Accra - Lower oil prices will reduce growth in sub-Saharan Africa's major petroleum producing countries and push governments to implement significant policy adjustments, the International Monetary Fund (IMF) said on Tuesday.

Sub-Saharan Africa growth could slow to 4.5% this year from 5.0% in 2014, largely because of weaker oil prices, according to the IMF, which forecast growth rising to 5.1% in 2016.

"For the eight oil exporters, (lower prices) will pose a formidable challenge and, with limited buffers, will require them to undertake significant fiscal adjustment," said the IMF in its Regional Economic Outlook report.

"Oil exporters are facing a challenging environment and their growth in 2015 to 2016 is expected to average 4.75%, substantially marked down from 7% expected in October 2014," it said in the publication issued twice each year.

In Nigeria, the continent's biggest economy and largest oil exporter, authorities are cutting capital spending and have also adjusted monetary and exchange rate policies to relieve pressure on public finances and the currency.

Nigeria's real GDP growth in 2015 and 2016 is expected to average 5%, above the forecast for sub-Saharan Africa as a whole, but still down from the 7.5% projected by the IMF in October 2014, the report said.

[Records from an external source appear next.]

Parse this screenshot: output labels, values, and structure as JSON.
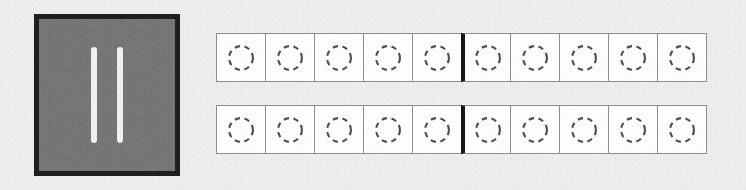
{
  "canvas": {
    "width": 746,
    "height": 190,
    "background_color": "#eeeeee",
    "texture": "fine-grain-noise"
  },
  "pause_panel": {
    "name": "pause-indicator",
    "icon": "pause-icon",
    "border_color": "#191919",
    "fill_color": "#737373",
    "bar_color": "#f2f2f0",
    "bar_count": 2,
    "bars": [
      {
        "index": 1
      },
      {
        "index": 2
      }
    ]
  },
  "slot_board": {
    "name": "slot-board",
    "cell_border_color": "#8c8c8c",
    "cell_fill_color": "#ffffff",
    "marker_color": "#4a4a4a",
    "marker_style": "dashed-circle",
    "divider_color": "#111111",
    "divider_after_column": 5,
    "columns": 10,
    "rows": [
      {
        "name": "slot-row-1",
        "index": 1,
        "cells": [
          {
            "column": 1,
            "state": "empty",
            "marker": "dashed-circle"
          },
          {
            "column": 2,
            "state": "empty",
            "marker": "dashed-circle"
          },
          {
            "column": 3,
            "state": "empty",
            "marker": "dashed-circle"
          },
          {
            "column": 4,
            "state": "empty",
            "marker": "dashed-circle"
          },
          {
            "column": 5,
            "state": "empty",
            "marker": "dashed-circle"
          },
          {
            "column": 6,
            "state": "empty",
            "marker": "dashed-circle",
            "group_start": true
          },
          {
            "column": 7,
            "state": "empty",
            "marker": "dashed-circle"
          },
          {
            "column": 8,
            "state": "empty",
            "marker": "dashed-circle"
          },
          {
            "column": 9,
            "state": "empty",
            "marker": "dashed-circle"
          },
          {
            "column": 10,
            "state": "empty",
            "marker": "dashed-circle"
          }
        ]
      },
      {
        "name": "slot-row-2",
        "index": 2,
        "cells": [
          {
            "column": 1,
            "state": "empty",
            "marker": "dashed-circle"
          },
          {
            "column": 2,
            "state": "empty",
            "marker": "dashed-circle"
          },
          {
            "column": 3,
            "state": "empty",
            "marker": "dashed-circle"
          },
          {
            "column": 4,
            "state": "empty",
            "marker": "dashed-circle"
          },
          {
            "column": 5,
            "state": "empty",
            "marker": "dashed-circle"
          },
          {
            "column": 6,
            "state": "empty",
            "marker": "dashed-circle",
            "group_start": true
          },
          {
            "column": 7,
            "state": "empty",
            "marker": "dashed-circle"
          },
          {
            "column": 8,
            "state": "empty",
            "marker": "dashed-circle"
          },
          {
            "column": 9,
            "state": "empty",
            "marker": "dashed-circle"
          },
          {
            "column": 10,
            "state": "empty",
            "marker": "dashed-circle"
          }
        ]
      }
    ]
  }
}
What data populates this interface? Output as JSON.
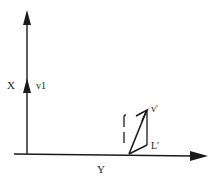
{
  "diagram": {
    "type": "vector-diagram",
    "colors": {
      "stroke": "#1a1a1a",
      "background": "#ffffff"
    },
    "axes": {
      "vertical": {
        "label": "X"
      },
      "horizontal": {
        "label": "Y"
      }
    },
    "vectors": [
      {
        "id": "v1",
        "label": "v1"
      },
      {
        "id": "v-prime",
        "label": "v'"
      },
      {
        "id": "l-prime",
        "label": "L'"
      }
    ],
    "side_marks": {
      "upper": "ſ",
      "lower": "|"
    }
  }
}
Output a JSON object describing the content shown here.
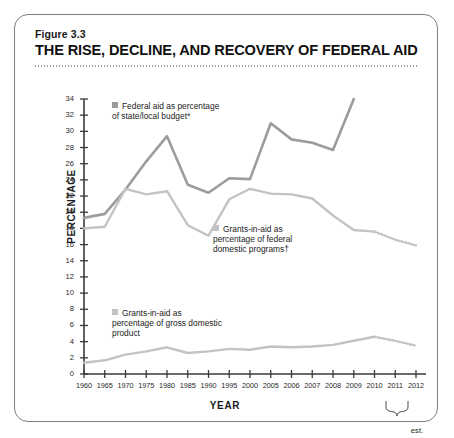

Angola, the continent's second largest oil producer, should see 4.25% real GDP growth in 2015  to 2016, compared with 5.50% between 2012 and 2014.

Average growth in 2015 to 2016 is expected at 4.25% in the Economic Community of Central African States, which includes oil exporters Gabon and Equatorial Guinea, compared with a projection of 5% over the period made last October.

That growth rate, however, requires sound fiscal management and an increase in oil production and there is a risk the figure will not be achieved, the report said.

The impact of the commodity price decline is small in much of the rest of the region. Average real GDP growth projections are broadly unchanged there since last October at 4.75% in 2015 to 2016 and about 6.0% to 6.50% when South Africa, sub-Saharan Africa's second largest economy, is excluded.

South Africa is expected to grow at around 2% over the period.

"Lower oil prices represent a favourable development which, however, will be partly offset in some cases by lower prices of other commodities that they export," the report said of countries that do not export oil.